The tabloids had a field day.

First off, they dubbed the skirt a “prairie” skirt, which was not correct in the fashion sense, but perhaps was close enough
from a political standpoint. “How have we reached a point,” Ethelbald Candeloro wrote in what became an infamous column, “where
the wife of the Bisbanian heir scoots off to represent us among the nobility of other continents, wearing the fashion of rough-handed
American cattle herders and carrying glassware into motor vehicles, as if the royal family could not afford a proper, lidded
thermos cup?

“Moreover,” he continued, “the goblet appeared to be German, an insult to the hardworking glassblowers of Bisbania’s Eighth
Street Glass Factory. While the water, I understand, was imported from Morocco. Morocco! As if Bisbanian springs did not produce
water as fresh and tasty as that of a desert country most famous for playing it again, Sam.

“All of that would be reason enough to leave His and Her Majesty beside themselves, but it also appears,” he concluded, “that
the Princess of Gallagher could stand to be introduced to a comb, a tool the rest of us use, often daily, to arrange our hair
into pleasing—or at least nonoffending—configurations.”

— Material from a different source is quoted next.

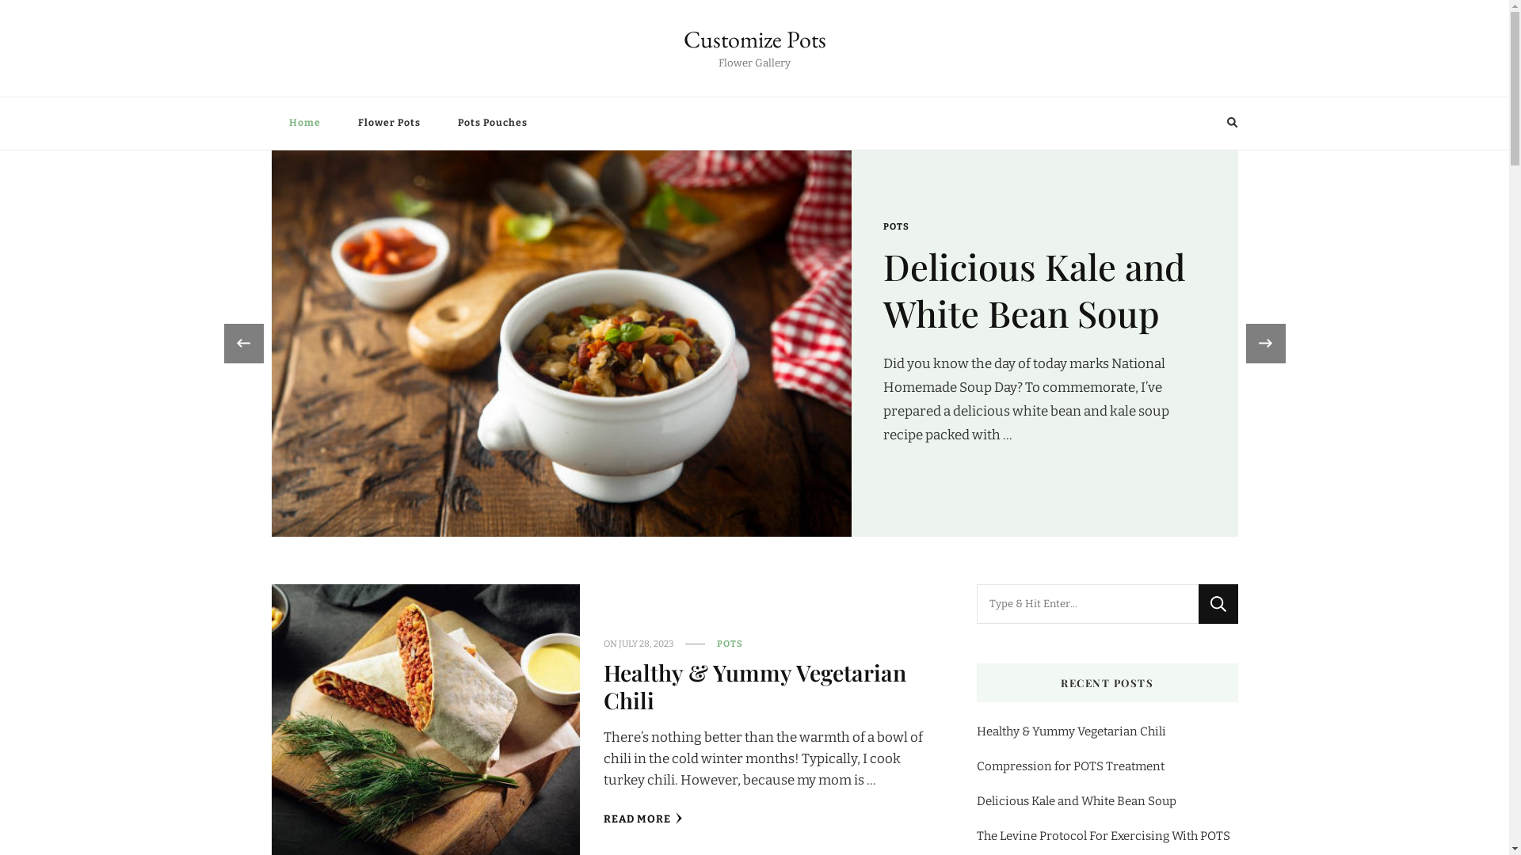 This screenshot has width=1521, height=855. I want to click on Search, so click(1217, 604).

Ethelbald was being awfully unfair. While I’ll be the first to admit that carrying crystal into a car does seem a bit gauche,
the goblet in question came straight from Queen Regina’s kitchen, and thus if anyone owed an explanation to the Glassblowers
of Local 808, it would be the queen. Meanwhile, Isabella had planned, as was the custom of royal travelers, to change her
skirt and comb her hair on the plane en route to Moscow, which at last report was located in Europe, not another continent.
(Besides, given the Russian royal family’s then-recent stint as peasants, it would seem unlikely that they could make a case
for being offended by the humble styling of Isabella’s skirt.)

Finally, I have it on good authority that the water came straight from the royal lavatory sink, not from a well in Casablanca.
Isabella had drawn the glass herself while packing up her toiletries, although Ethelbald would surely think both activities
were beneath her station in life. (She had insisted she would handle those tasks so that Secrest could check the royal mail
one last time. And it was the last time Secrest allowed herself to be dissuaded from doing her own job, I can assure you of
that.)

But the truth did not matter. This is exactly the sort of nonevent that tabloids can drag out for several weeks, with new
rounds of leaked criticism and rumored backlash.
FORMER BUTLER SAYS IZZY ALWAYS INSISTED ON IMPORTED STEMWARE,
one headline would say.
QUEEN ORDERS MIDNIGHT RAID OF IZZY’S KITCHEN, DIRECTS ALL FOREIGN WATER DUMPED IN ROYAL TOILET,
would read the next.

People not in that circumstance have trouble understanding how hard it is to turn your public image around once it has taken
this sort of battering. Isabella was seen as someone levelheaded enough, but just too awkward, frumpy, and ill at ease to
represent a country that wants potential tourists to believe it is good-looking and laid-back. People who were far more awkward
and frumpy and ill at ease resented her, saying she made them all look bad. She’d tread off to some obscure nation and sit
in bleachers with other dignitaries at some silly dedication, and fifty-five-year-old, balding, overweight, badly dressed
factory workers would yell at the screen during news accounts of the event: “Look now what’s she done, she’s grinning during
the prayer, she makes us all look like fools.” Or “What’s that? Wearing black to a coronation? They’ll think we’re all rubes.”
And it mattered not that, at Yale, young women wore black everywhere. “This ain’t Yale,” the commentators would say, snickering
a little at what they considered their clever use of American slang.